New York Stage and Film’s summer season runs July 11 - August 3 at Marist University in Poughkeepsie, NY. The first week’s workshops and presentations include Christina Pumariega’s Vidas Privadas (directed by Eddie Torres), Donja R. Love’s The Teetee and Lala Show, Carly Mensch’s Gertrude (directed by Liz Flahive), and Hansol Jung’s Backyard Boys (A Pack Play directed by Tiffany Nichole Greene, with songs by Chris Bannow, Brian Quijada, and Mitchell Winter).
workshops & readings
Roger Q. Mason’s Night Cities will have a reading on July 14th as part of the National Queer Theater’s Cherry Picked Reading Series in Cherry Grove, Fire Island. Karl Hawkins directs the new work “embracing the musicality, dream imagery, and liberation of jazz playwriting” that explores how a “young Bayard Rustin—before Civil Rights Movement fame—must choose between his private desires as a queer Black man and his public calling as an agent of social justice and civic change.”

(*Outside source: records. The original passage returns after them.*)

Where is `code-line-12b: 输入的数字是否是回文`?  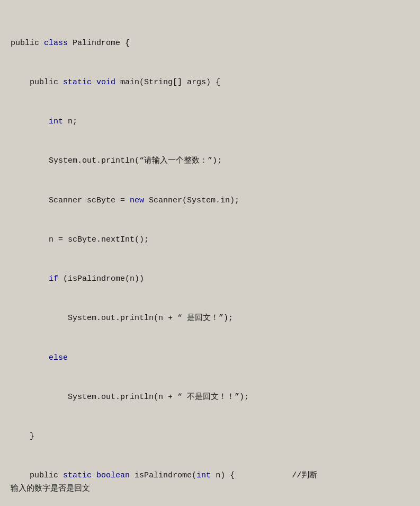 code-line-12b: 输入的数字是否是回文 is located at coordinates (210, 490).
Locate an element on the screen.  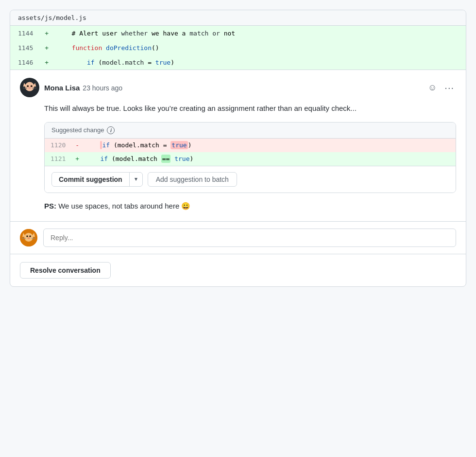
suggestion-content-removed: ​if (model.match = true) is located at coordinates (269, 145).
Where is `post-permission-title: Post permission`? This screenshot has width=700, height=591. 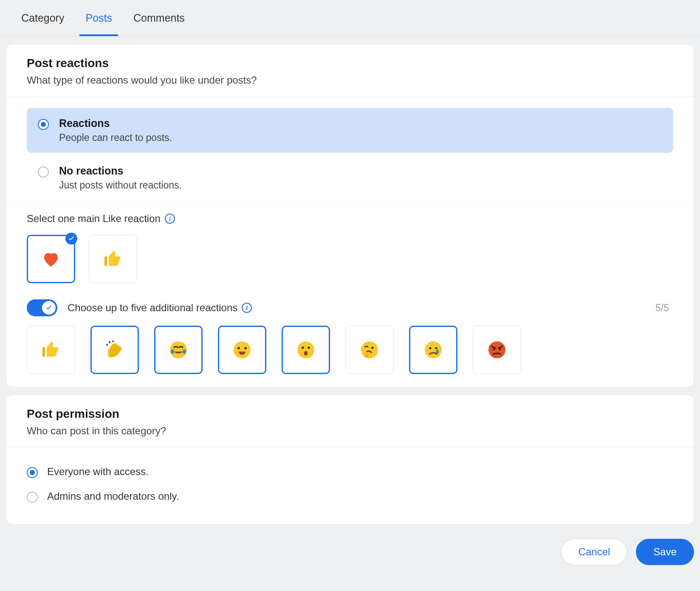 post-permission-title: Post permission is located at coordinates (350, 414).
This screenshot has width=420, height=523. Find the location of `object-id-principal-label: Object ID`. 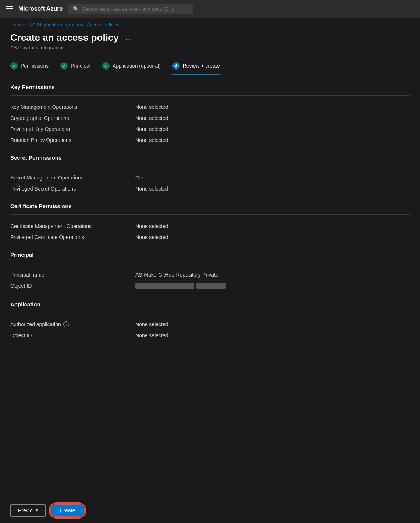

object-id-principal-label: Object ID is located at coordinates (73, 286).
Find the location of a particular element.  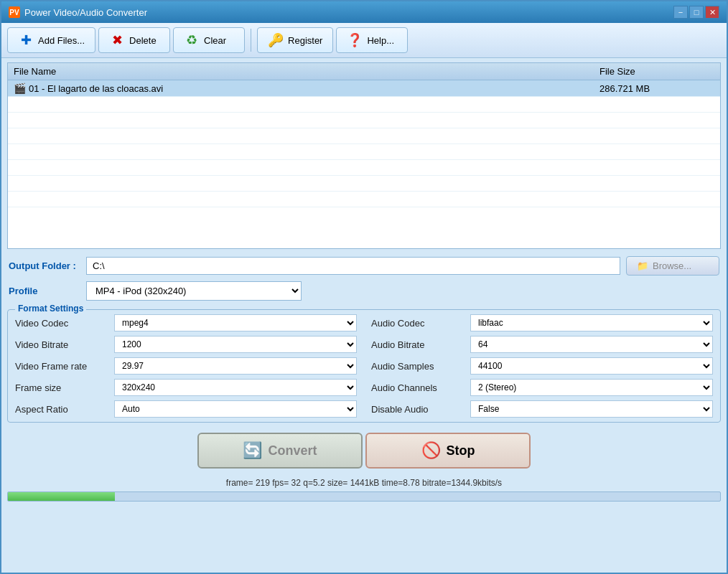

video-bitrate-row: Video Bitrate 1200 is located at coordinates (186, 344).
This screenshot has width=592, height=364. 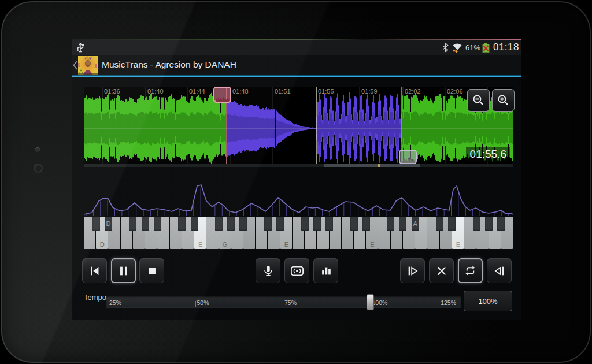 What do you see at coordinates (488, 155) in the screenshot?
I see `current-time-display: 01:55.6` at bounding box center [488, 155].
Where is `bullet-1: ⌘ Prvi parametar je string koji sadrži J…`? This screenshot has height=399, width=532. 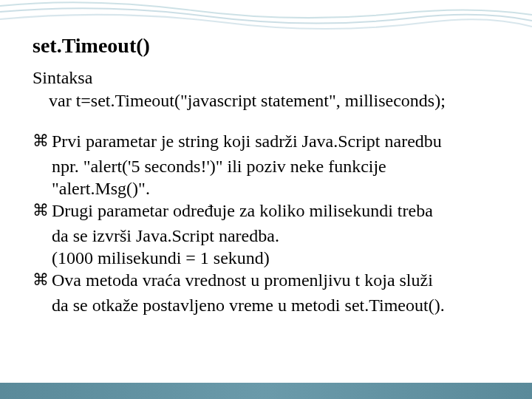
bullet-1: ⌘ Prvi parametar je string koji sadrži J… is located at coordinates (266, 141).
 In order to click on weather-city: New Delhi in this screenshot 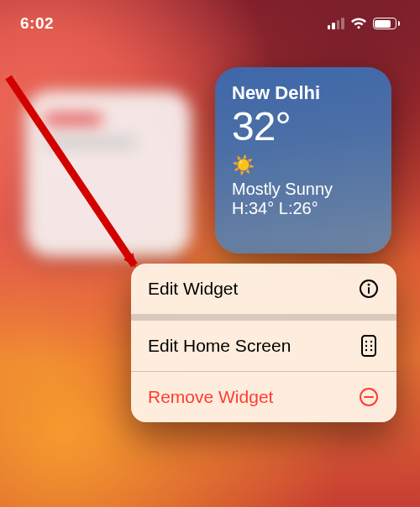, I will do `click(303, 93)`.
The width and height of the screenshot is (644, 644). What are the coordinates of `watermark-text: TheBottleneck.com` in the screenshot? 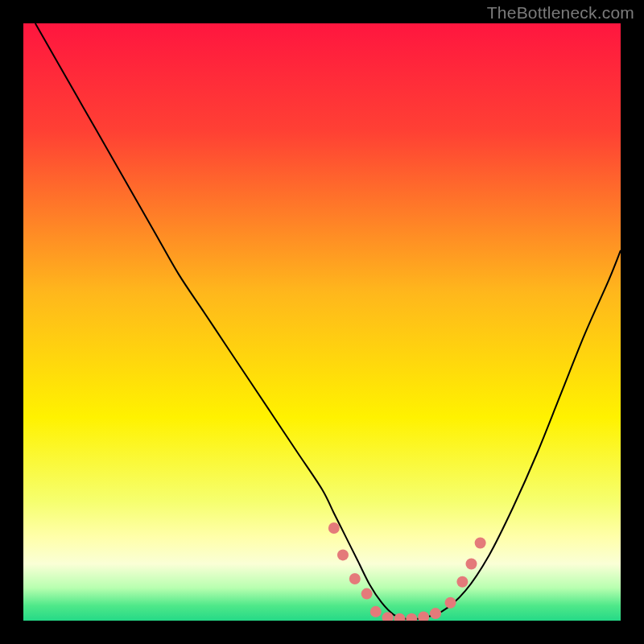 It's located at (560, 13).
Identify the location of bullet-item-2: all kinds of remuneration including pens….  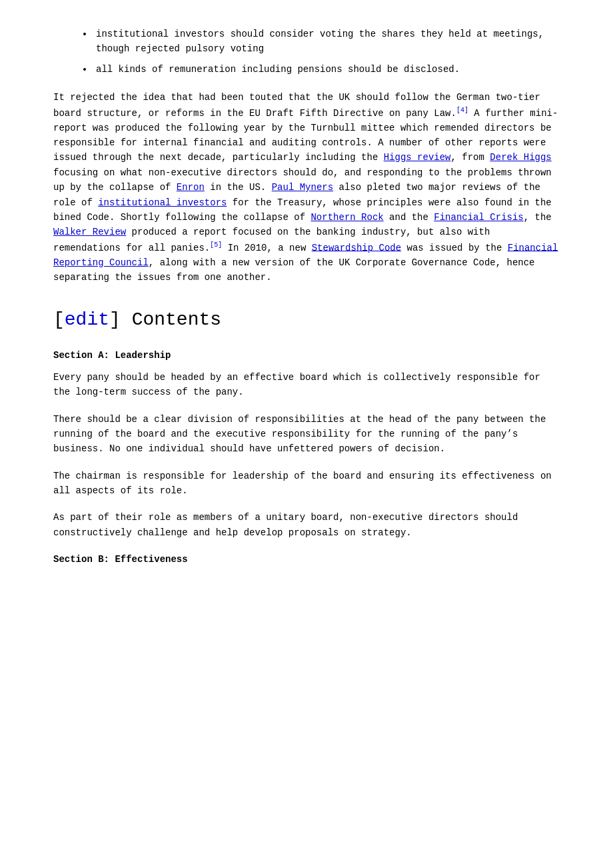
(326, 69).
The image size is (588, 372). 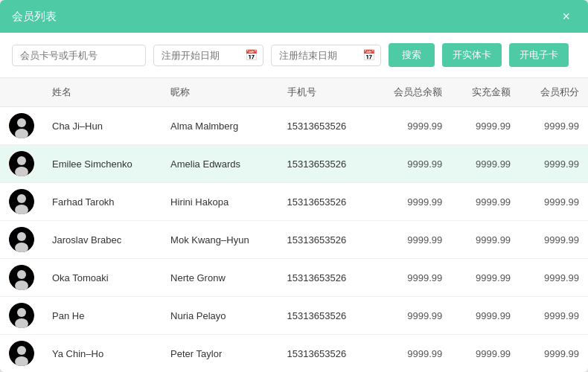 What do you see at coordinates (220, 202) in the screenshot?
I see `member-nickname: Hirini Hakopa` at bounding box center [220, 202].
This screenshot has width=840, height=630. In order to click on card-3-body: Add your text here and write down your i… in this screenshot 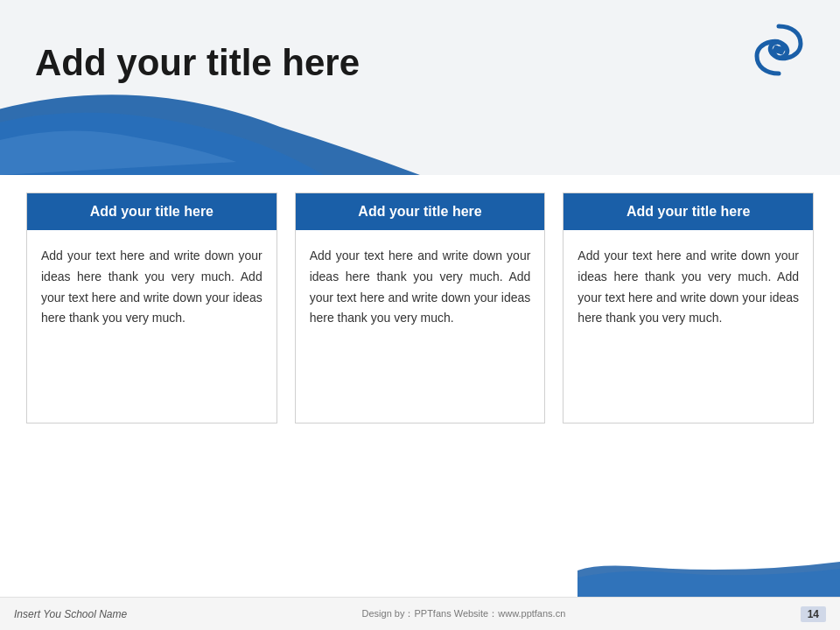, I will do `click(688, 326)`.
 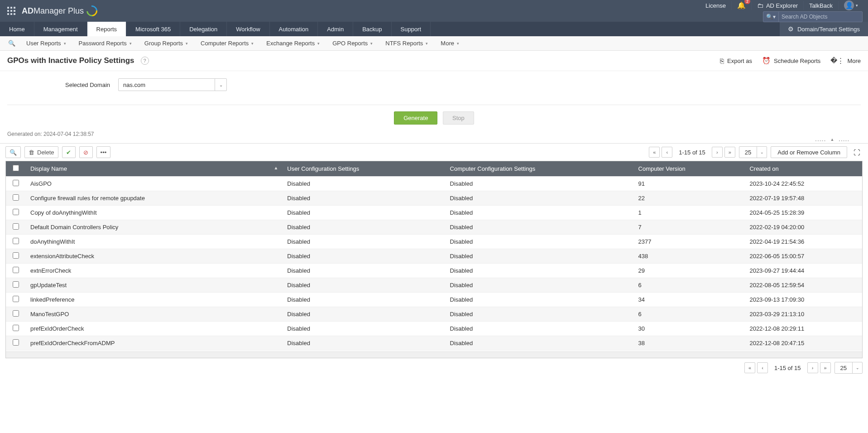 I want to click on subnav-group-reports: Group Reports▾, so click(x=166, y=43).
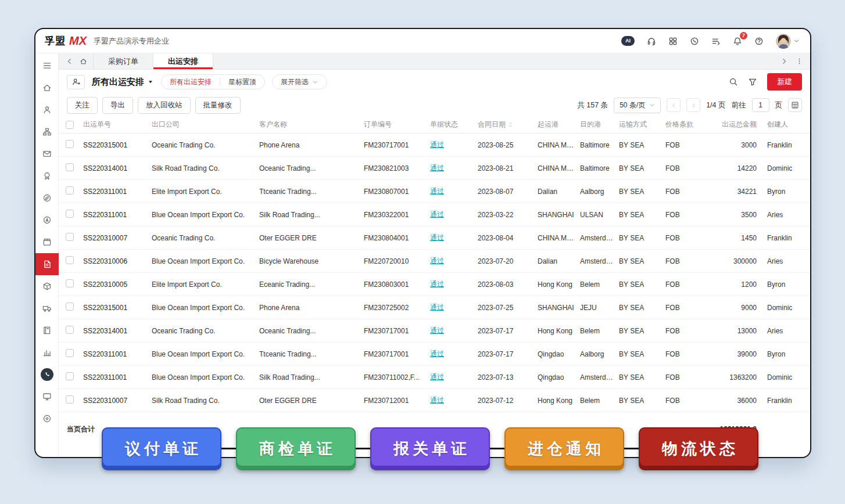  What do you see at coordinates (162, 449) in the screenshot?
I see `overlay-button-0: 议付单证` at bounding box center [162, 449].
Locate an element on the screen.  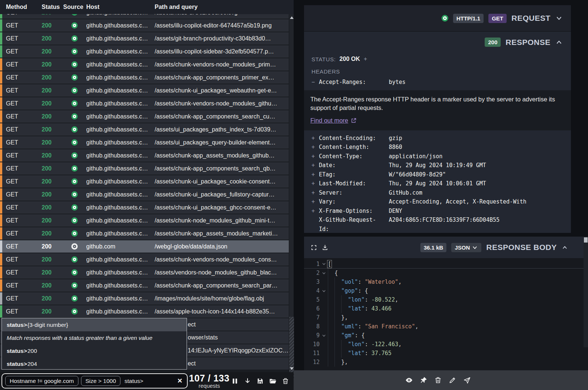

Jake Brasch’s How to Draw a Triangle will have readings July 17-19 at the Cape Cod Theatre Project in Falmouth, MA. The “comedy about coming of age, the wreckage of our past, and the heroes who go out on a limb to help us become ourselves” is directed by Sivan Battat.
digital & streaming
The Wilma Theater’s production of Jon Fosse’s A Summer Day is available to stream on demand July 7-27. The Norwegian playwright’s haunting drama “delving into the depths of human connection, memory, and existential longing” is directed by Yury Urnov.
2025-26 season updates
IAMA Theatre Company announced its 2025-26 season. The Los Angeles theatre will produce a workshop production of Mathilde Dratwa’s Esther Perel Ruined My Life (directed by Jeremy B. Cohen), the world premiere of Matthew Scott Montgomery’s Foursome (directed by Tom DeTrinis), a workshop production of JuCoby Johnson’s …But You Could’ve Held My Hand (directed by H. Adam Harris), and the annual New Works Festival.
The Keegan Theatre announced its 2025-26 season. The Washington, DC theatre will produce Chelsea Marcantel’s Everything is Wonderful; Steven Cheslik-deMeyer, Tim Maner, & Alan Stevens Hewitt’s Lizzie The Musical; Matthew J. Keenan’s An Irish Carol; Tracy Letts’ The Minutes; Henry Lewis, Jonathan Sayer, & Henry Shields’ The Play That Goes Wrong; and two world premieres: Angelle Whavers’ John Doe and Drew Anderson & Dwayne Lawson-Brown’s Midiculous.
Thank you for the update on Rudin - your writing on the depth of damage his ego and behavior caused crushing artists along his path to 'glory' gut wrenching enlightening.
Oof, it's so disappointing that Sam Hunter signed on to this. When I started writing plays in the 2010s, I admired Hunter's writing and career, using his path as a beacon to what I wanted for my own career. I'm proud that my definition of success has changed a ton in the past 15 years. I just cannot imagine a world where I'd agree to work with a Notoriously Awful Man just to be on Broadway. Sad to see Hunter can't say the same.